Nuxalk Chief Wally Webber, in a statement, said the conduct of the Vancouver Coastal Health (VCH) team was shocking. “This issue could have been resolved in a simple phone call, but instead VCH referred to the initial vaccines as a ‘gift’ and used an RCMP escort to take the remaining vaccines to the airport.”

Of the 580 Moderna vaccine doses delivered to Bella Coola, 350 were administered, with the majority going to health care workers and long-term care residents off-reserve. The team returned to Metro Vancouver with the remaining 230 doses. Those doses were later administered at a hospital in Vancouver that was experiencing a COVID-19 outbreak.

Ms. Milton described the crushing disappointment when the Vancouver Coastal Health team departed with spare vaccines that the Nuxalk had wanted for front-line health workers and those who are immunocompromised on the reserve. “They failed us,” she said. “We were notified that these [vaccines] would be for reserved for our people, and people knew that the vaccine clinics were happening. So it was just really disappointing to have to let everybody know, we don’t have access to that anymore.”

B.C. has recognized that the pandemic presents higher risks in remote Indigenous communities, and committed to use its reserves of the Moderna vaccine to ensure those communities are protected.
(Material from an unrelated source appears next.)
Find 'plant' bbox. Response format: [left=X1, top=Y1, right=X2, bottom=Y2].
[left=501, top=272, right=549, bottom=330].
But since the vaccine plan was announced on Jan. 22, the province has had to scale back as Canada’s promised shipments of both the Pfizer and Moderna vaccines have stalled. Those supply shortages are undermining the province’s mass vaccination program.

Dr. Ballem would not respond to interview requests. In a written statement, she acknowledged there is systemic racism in the province’s health care system and said she has apologized directly to the Nuxalk leadership. She also appointed a liaison “to support the collective efforts to rebuild trust and repair relationships with the Nation and ensure that a culturally safe, respectful and partnership-based vaccine distribution process is established with the Nation going forward.” B.C. Health Minister Adrian Dix and Provincial Health Officer Dr. Bonnie Henry also offered apologies.

Mary Ellen Turpel-Lafond, who delivered a report to the provincial government in November that found Indigenous-specific stereotyping, racism and discrimination in British Columbia’s health care system, said the way the vaccine distribution was handled with the Nuxalk has deepened the fault lines between the province and Indigenous peoples about health care services in the pandemic.

“This is a public-health measure, it’s not a gift,” she said. “We’ve had this profound history of systemic and individual racism, and it is an impediment to actually addressing the health care issues on the ground in an emergency. So we’ve got to tune up, we have to learn from this experience. And they have to do better.”